Please see this one page graphic summary to get a big picture view of the almost unimaginable scale and scope of the intimate private information that Google routinely records and analyzes.
Since all other companies have much more narrow and focused businesses and missions than Google’s unbounded ambitions, they represent a fraction or slice of the whole public and private data pie that Google collects, stores, and analyzes.
Other than Google, only an Orwellian “Big Brother” state would aspire to collect and store indefinitely all private, intimate information on everyone online like Google is doing.
We know information is power.
The problem with Google becoming Big Brother Inc., is that if a state were to combine its state powers with Google’s unique information monopoly, unaccountability, and surveillance powers, it creates huge natural temptations for corruption and abuse in the absence of meaningful competition, strong checks and balances, and real public accountability.
Submitted by Scott Cleland on Wed, 2013-05-29 10:19
Every system has a most vulnerable point, an Achilles heel. The overwhelming evidence below indicates that Google is America’s cybersecurity Achilles heel.
While America faces a plethora of serious cybersecurity vulnerabilities, Google’s unique scale, scope, tracking, and centralization puts Google alone at the pinnacle of America’s cybersecurity vulnerabilities, in a class all by itself.

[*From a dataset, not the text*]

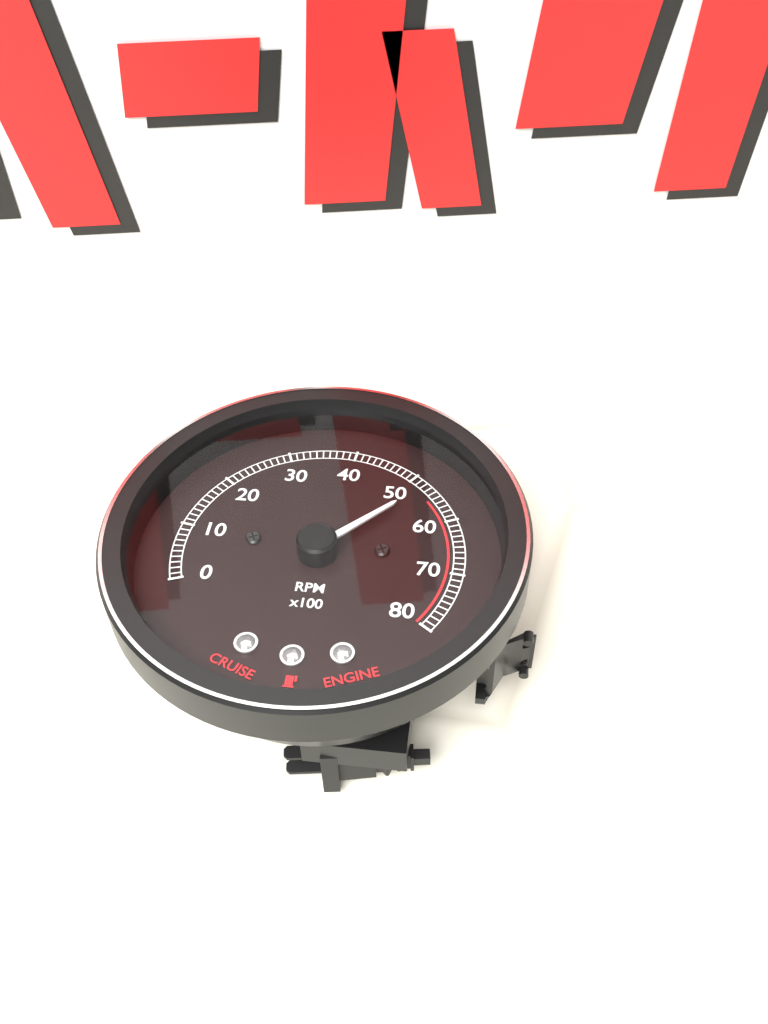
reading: 5300 RPM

Simply, hackers understand Google is by far the world’s single most-comprehensive source of intimate surveillance information on people and their behaviors, while also being the major entity that is least-committed culturally to protecting people’s security, privacy, and property.
Submitted by Scott Cleland on Mon, 2013-05-27 14:51
Three new Google antitrust developments in just the last few weeks warrant an update to Google’s ominously-growing Antitrust Rap Sheet; see it here.